2025 Global Culture Report
A rigorous look at the evolving shape of work.
It’s time for organisations to put care at the centre of strategies to meet employee expectations. This year’s report proposes a new Total Rewards framework to better help employees thrive at work. By meeting employees’ basic needs, providing support for mental health and job transitions, and practicing emotional intelligence, we can create generative care that lifts our people and society at large. Scroll down for the highlights or click into the details.
THE TALENT MAGNETS™
The current state of six essential elements that define thriving cultures.
Year-over-year change
There has been no improvement or decline in key areas important to creating healthy organisational cultures. Little has changed in how employees feel about their organisations and their jobs.
“Traditional methods of rewards and recognition are incompetent to drive a holistic strategy aimed at enhancing personal lives and invigorating employees’ sense of purpose.”
The modern workplace requires an updated Total Rewards strategy designed to help employees. Organisations should prioritize meeting employees’ basic needs and show they care about people’s wellbeing and want everyone to thrive at work.
Working to Survive
Nearly a third of employees manage their lives in survival mode. A challenge with consequences and solutions.
Reframing Total Rewards as a foundation for caring, where organisations offer resources to meet employees’ basic needs, can bring stability and hope to employees who are merely surviving.
Until employees meet their financial and physical health needs, they can’t think about finding meaning or fulfillment in their work. When compensation and health benefits are adequate, the odds of fulfillment at work improve.
“If I don’t have financial security, I can’t have physical security because I don’t know if I’m going to be able to have a roof over my head. And if I don’t have financial security, it usually leads to anxiety and uncertainty and poor performance and all those things because I’m trying to figure out how to just meet basic needs.”
For employees in survival mode, Total Rewards must meet basic needs for stability and security (adequate compensation, physical and mental health benefits) and recognition, which has the effect of helping all employees feel seen and cared for.
Thriving at Work
Living your best work life requires more than meeting basic needs. It takes flexibility and growth.
When organisations invest in people-centered, purpose-driven Total Rewards offerings, it demonstrates they genuinely care about the future success of employees.
increased odds employees will thrive at work when organisations prioritize flexibility, skill building, and career development
When organisations provide flexibility and growth opportunities at work, employees are more likely to thrive and stay.
“In designing a clear, consistent, and differentiated total rewards strategy, we must look at what motivates employees and then map it to their individual aspirations and personalise the experience.”
After meeting employees’ basic needs, organisations can help their people thrive at work and in life with growth, flexibility, and recognition opportunities, which builds belonging and long-term security.
The Mental Health Link
How much can workplace culture exacerbate or alleviate depression, anxiety, and burnout?
Mental health issues are common, costly, and often affected by workplace culture. It’s time to end the stigma and start prioritizing employees’ mental health.
approximate annual savings per employee with probable depression at U.S. organisations with a strong recognition program
“The most important thing is to be honest about where mental health sits on the hierarchy. If it’s up among the top key priorities for business, as I think it should be, then put structure and responsibility around it—as you would with other priorities for your business.”
Improving workplace culture, providing mental health support and resources, and encouraging gratitude through the regular giving and receiving of recognition can decrease the impact of mental health struggles.
Applied Emotional Intelligence
Mastering one set of interpersonal skills can improve multiple workplace metrics.
High emotional intelligence (EQ) leads to more trust and integrity in the workplace and can repair conflict. The best part? EQ can be developed and practiced by everyone.
Organisations that practice emotional intelligence are 107x more likely to thrive
The five elements of strong emotional intelligence.
“Unlike IQ, which changes little after our teen years, emotional intelligence seems to be largely learned, and it continues to develop as we go through life and learn from our experiences.”
All employees, leaders, and organisations can develop EQ through 5 key practices. When they do, it leads to a stronger, more caring workplace culture.
Job Transitions
The traditional career ladder for individuals is also a window of opportunity for organisations.
Any job transition, whether it’s a new hire, promotion, or role change, can be a transformative experience when organisations onboard and connect employees throughout the transition.
The four elements of a transformative job transition.
When employees have an above-average transition experience, outcomes soar.
“If someone is shifting to another part of the organisation or taking on a significant shift in their role, it is a mistake not to onboard them again. Not doing so will set those internal transfers up to struggle, underperform, and potentially quit.”
Make every new job, including internal transitions, a transformative experience with connection, community, development, and flexibility.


(DESCRIPTION OF THE TASK) The full set of lines below has to be duplicated exactly, with no picture kept.

**** ENTRIES SUPPLIED ****

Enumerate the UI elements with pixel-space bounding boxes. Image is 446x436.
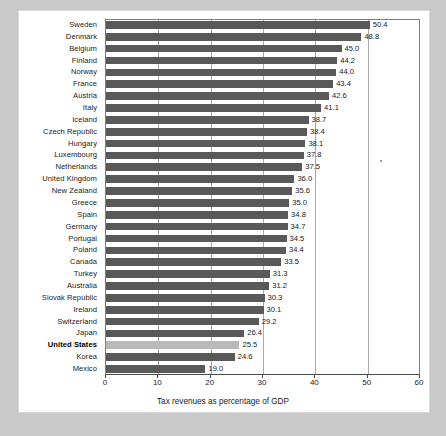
bar-track: 38.4 [106,126,420,138]
bar-value-label: 38.7 [312,116,327,124]
bar-track: 43.4 [106,78,420,90]
category-label: Mexico [73,365,97,373]
bar-track: 38.1 [106,138,420,150]
bar-row: Japan26.4 [0,328,446,340]
x-tick-label: 50 [362,379,371,387]
bar-value-label: 31.2 [272,282,287,290]
bar-value-label: 30.3 [268,294,283,302]
category-label: Spain [77,211,97,219]
bar [106,128,307,136]
bar-value-label: 38.1 [308,140,323,148]
bar [106,116,309,124]
bar [106,45,342,53]
bar [106,270,270,278]
bar-value-label: 45.0 [345,45,360,53]
bar-track: 41.1 [106,102,420,114]
bar-row: Belgium45.0 [0,43,446,55]
bar-value-label: 19.0 [208,365,223,373]
x-tick-label: 30 [258,379,267,387]
bar-value-label: 37.5 [305,164,320,172]
bar [106,235,287,243]
bar [106,21,370,29]
bar [106,80,333,88]
bar [106,330,244,338]
bar-row: Austria42.6 [0,90,446,102]
bar-value-label: 26.4 [247,330,262,338]
bar-track: 44.0 [106,66,420,78]
bar [106,140,305,148]
category-label: France [73,80,97,88]
bar [106,69,336,77]
category-label: Luxembourg [54,152,97,160]
bar [106,92,329,100]
category-label: New Zealand [52,187,97,195]
x-tick-label: 10 [153,379,162,387]
bar-value-label: 44.2 [340,57,355,65]
bar-track: 33.5 [106,256,420,268]
bar-track: 36.0 [106,173,420,185]
bar-row: Switzerland29.2 [0,316,446,328]
bar-row: France43.4 [0,78,446,90]
bar-track: 37.8 [106,150,420,162]
bar-row: Turkey31.3 [0,268,446,280]
bar-track: 35.0 [106,197,420,209]
bar-track: 29.2 [106,316,420,328]
x-axis: 0102030405060 [105,375,420,393]
bar-row: Greece35.0 [0,197,446,209]
bar-track: 34.5 [106,233,420,245]
bar-value-label: 50.4 [373,21,388,29]
bar-value-label: 41.1 [324,104,339,112]
category-label: Czech Republic [43,128,97,136]
bar-track: 35.6 [106,185,420,197]
bar-track: 34.7 [106,221,420,233]
bar-track: 42.6 [106,90,420,102]
category-label: Greece [72,199,97,207]
bar-row: Finland44.2 [0,55,446,67]
bar-value-label: 37.8 [307,152,322,160]
bar-row: Germany34.7 [0,221,446,233]
tax-revenue-bar-chart: Sweden50.4Denmark48.8Belgium45.0Finland4… [0,0,446,436]
bar [106,199,289,207]
category-label: Slovak Republic [42,294,97,302]
category-label: Austria [73,92,97,100]
bar-value-label: 30.1 [267,306,282,314]
bar [106,33,361,41]
category-label: United States [48,342,97,350]
category-label: Italy [83,104,97,112]
bar [106,341,239,349]
bar-row: New Zealand35.6 [0,185,446,197]
bar-value-label: 25.5 [242,342,257,350]
bar-row: Australia31.2 [0,280,446,292]
bar [106,318,259,326]
bar-value-label: 24.6 [238,353,253,361]
bar-track: 44.2 [106,55,420,67]
bar [106,365,205,373]
bar-value-label: 34.5 [290,235,305,243]
bar-row: Netherlands37.5 [0,161,446,173]
bar-value-label: 36.0 [297,175,312,183]
bar-row: Ireland30.1 [0,304,446,316]
bar-value-label: 33.5 [284,258,299,266]
bar-value-label: 48.8 [364,33,379,41]
x-tick-label: 40 [310,379,319,387]
category-label: Finland [72,57,97,65]
bar-value-label: 42.6 [332,92,347,100]
bar-track: 50.4 [106,19,420,31]
bar-value-label: 44.0 [339,69,354,77]
category-label: Poland [73,247,97,255]
bar-track: 26.4 [106,328,420,340]
bar [106,211,288,219]
category-label: Turkey [74,270,97,278]
category-label: Portugal [68,235,97,243]
category-label: Hungary [68,140,97,148]
bar-row: Czech Republic38.4 [0,126,446,138]
bar-rows: Sweden50.4Denmark48.8Belgium45.0Finland4… [0,19,446,375]
bar-row: Poland34.4 [0,244,446,256]
bar-track: 34.4 [106,244,420,256]
bar-row: Iceland38.7 [0,114,446,126]
bar-row: Slovak Republic30.3 [0,292,446,304]
bar-value-label: 29.2 [262,318,277,326]
category-label: Iceland [72,116,97,124]
bar-row: Denmark48.8 [0,31,446,43]
bar-track: 31.2 [106,280,420,292]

****

(SOLUTION TO THIS PROBLEM)
Enumerate the UI elements with pixel-space bounding boxes. Image is 446x436.
bar-track: 38.4 [106,126,420,138]
bar-value-label: 38.7 [312,116,327,124]
bar-track: 43.4 [106,78,420,90]
category-label: Mexico [73,365,97,373]
bar-track: 38.1 [106,138,420,150]
bar-row: Japan26.4 [0,328,446,340]
x-tick-label: 50 [362,379,371,387]
bar-value-label: 31.2 [272,282,287,290]
bar-value-label: 30.3 [268,294,283,302]
category-label: Spain [77,211,97,219]
bar [106,128,307,136]
bar-value-label: 38.1 [308,140,323,148]
bar [106,116,309,124]
bar [106,45,342,53]
bar [106,270,270,278]
bar-value-label: 45.0 [345,45,360,53]
bar-track: 41.1 [106,102,420,114]
bar-row: Belgium45.0 [0,43,446,55]
bar-value-label: 19.0 [208,365,223,373]
x-tick-label: 30 [258,379,267,387]
bar-value-label: 37.5 [305,164,320,172]
bar [106,235,287,243]
bar [106,21,370,29]
bar [106,80,333,88]
bar [106,330,244,338]
bar-row: Austria42.6 [0,90,446,102]
bar-value-label: 26.4 [247,330,262,338]
bar-track: 44.0 [106,66,420,78]
bar [106,140,305,148]
category-label: France [73,80,97,88]
bar [106,69,336,77]
category-label: Luxembourg [54,152,97,160]
bar [106,92,329,100]
category-label: New Zealand [52,187,97,195]
x-tick-label: 10 [153,379,162,387]
bar-value-label: 44.2 [340,57,355,65]
bar-track: 33.5 [106,256,420,268]
bar-track: 36.0 [106,173,420,185]
bar-row: Switzerland29.2 [0,316,446,328]
bar-row: France43.4 [0,78,446,90]
bar-track: 37.8 [106,150,420,162]
bar-row: Turkey31.3 [0,268,446,280]
bar-track: 35.0 [106,197,420,209]
bar-track: 29.2 [106,316,420,328]
x-axis: 0102030405060 [105,375,420,393]
bar-row: Greece35.0 [0,197,446,209]
bar-track: 34.5 [106,233,420,245]
bar-value-label: 50.4 [373,21,388,29]
bar-value-label: 41.1 [324,104,339,112]
category-label: Czech Republic [43,128,97,136]
bar-track: 35.6 [106,185,420,197]
bar-track: 34.7 [106,221,420,233]
bar-track: 42.6 [106,90,420,102]
category-label: Greece [72,199,97,207]
bar-row: Finland44.2 [0,55,446,67]
bar-value-label: 37.8 [307,152,322,160]
bar-row: Germany34.7 [0,221,446,233]
tax-revenue-bar-chart: Sweden50.4Denmark48.8Belgium45.0Finland4… [0,0,446,436]
bar [106,199,289,207]
category-label: Slovak Republic [42,294,97,302]
category-label: Austria [73,92,97,100]
bar-value-label: 30.1 [267,306,282,314]
bar [106,33,361,41]
category-label: United States [48,342,97,350]
category-label: Italy [83,104,97,112]
bar [106,341,239,349]
bar-row: New Zealand35.6 [0,185,446,197]
bar-value-label: 25.5 [242,342,257,350]
bar-row: Australia31.2 [0,280,446,292]
bar [106,318,259,326]
bar-value-label: 24.6 [238,353,253,361]
bar-track: 44.2 [106,55,420,67]
bar [106,365,205,373]
bar-value-label: 34.5 [290,235,305,243]
bar-row: Netherlands37.5 [0,161,446,173]
bar-value-label: 36.0 [297,175,312,183]
bar-row: Ireland30.1 [0,304,446,316]
bar-value-label: 33.5 [284,258,299,266]
bar-value-label: 48.8 [364,33,379,41]
x-tick-label: 40 [310,379,319,387]
category-label: Finland [72,57,97,65]
bar-value-label: 42.6 [332,92,347,100]
bar-track: 50.4 [106,19,420,31]
bar-value-label: 44.0 [339,69,354,77]
category-label: Poland [73,247,97,255]
bar-track: 26.4 [106,328,420,340]
bar [106,211,288,219]
category-label: Turkey [74,270,97,278]
category-label: Portugal [68,235,97,243]
category-label: Hungary [68,140,97,148]
bar-row: Czech Republic38.4 [0,126,446,138]
bar-rows: Sweden50.4Denmark48.8Belgium45.0Finland4… [0,19,446,375]
bar-row: Poland34.4 [0,244,446,256]
bar-track: 34.4 [106,244,420,256]
bar-row: Iceland38.7 [0,114,446,126]
bar-row: Slovak Republic30.3 [0,292,446,304]
bar-value-label: 29.2 [262,318,277,326]
category-label: Iceland [72,116,97,124]
bar-row: Denmark48.8 [0,31,446,43]
bar-track: 31.2 [106,280,420,292]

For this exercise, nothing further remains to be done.